After his arrival in Britain, Hastings and his interests were largely ignored by the British businessmen. Through this hyperbolic remark by Hastings, Twain tells the reader that English society at the time was generally unsympathetic toward foreigners.
The first step of a analyzing speech is obviously to listen to what the speaker is saying . For instance if someone is speaking you have to listen in order to understand the speech
The correct answer to this open question is the following.
I would respond to an attorney who argues that the First Amendment protects the actions of paparazzi in any circumstance, without exception, in the following way.
People have the right to exert their own freedom to the degree they do not mess with my freedom of defending my privacy or they do not mess with the privacy of other people.
So this means paparazzi have the freedom to allow for the best shots of artists or public figures when these public figures are in a public sphere or scene: working, public appearances, red carpets, and so on
But there is a fine but notorious line that these paparazzi must never cross. And that is the private life of people.
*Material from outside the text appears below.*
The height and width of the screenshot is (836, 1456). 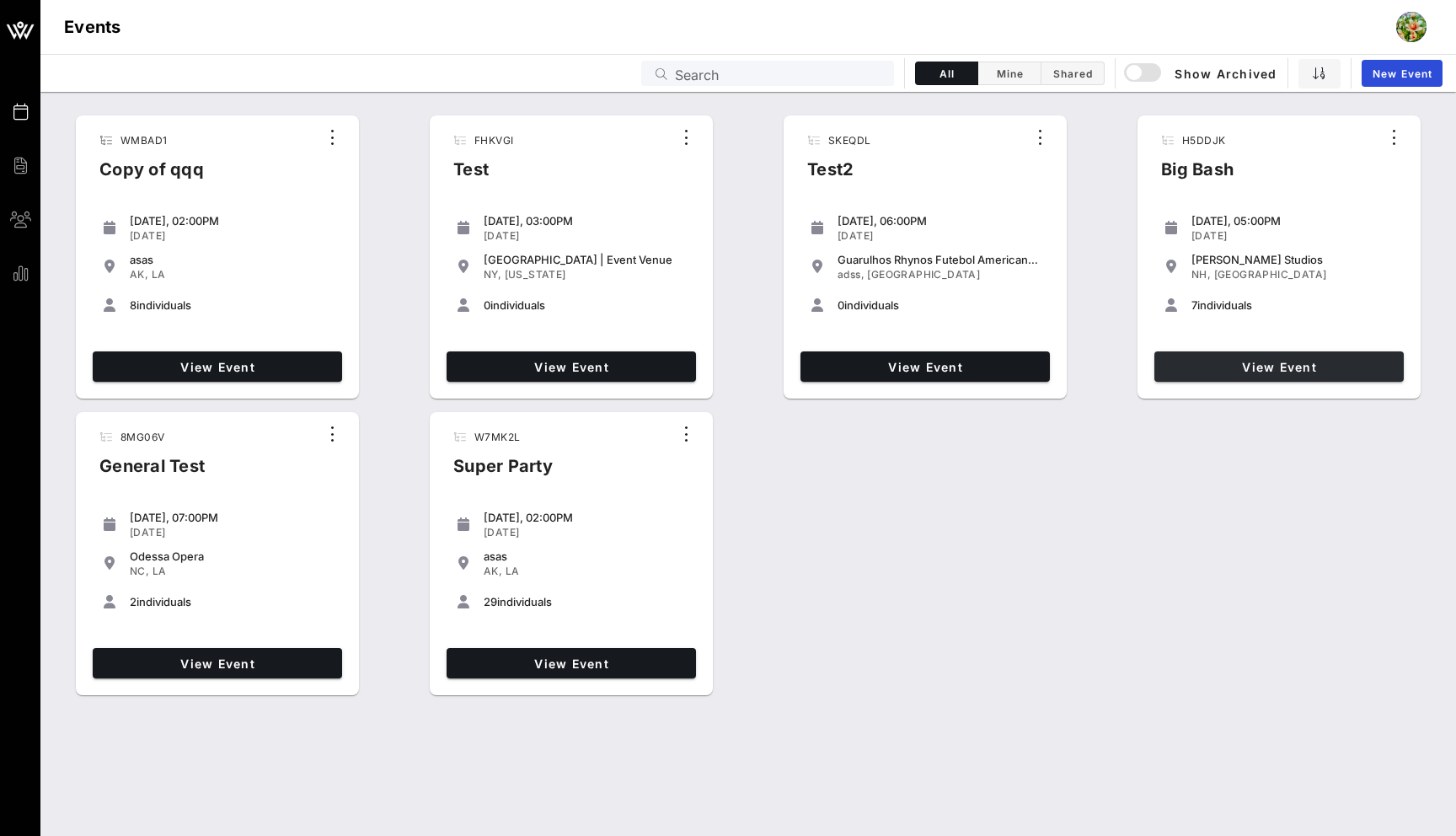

And that always must be respected, no matter what.
Private life is of no interest to the audiences.
2, 4, and 5 have to be the answer by process of elimination
Edit: 4 "he followed out his original design," is incorrect but 2 "Endowed with commonsense, as massive and hard as blocks of granite" and 5 "On the score of delicacy, or any scrupulousness which a finer sensibility might have taught him, the Colonel, like most of his breed and generation, was impenetrable." are.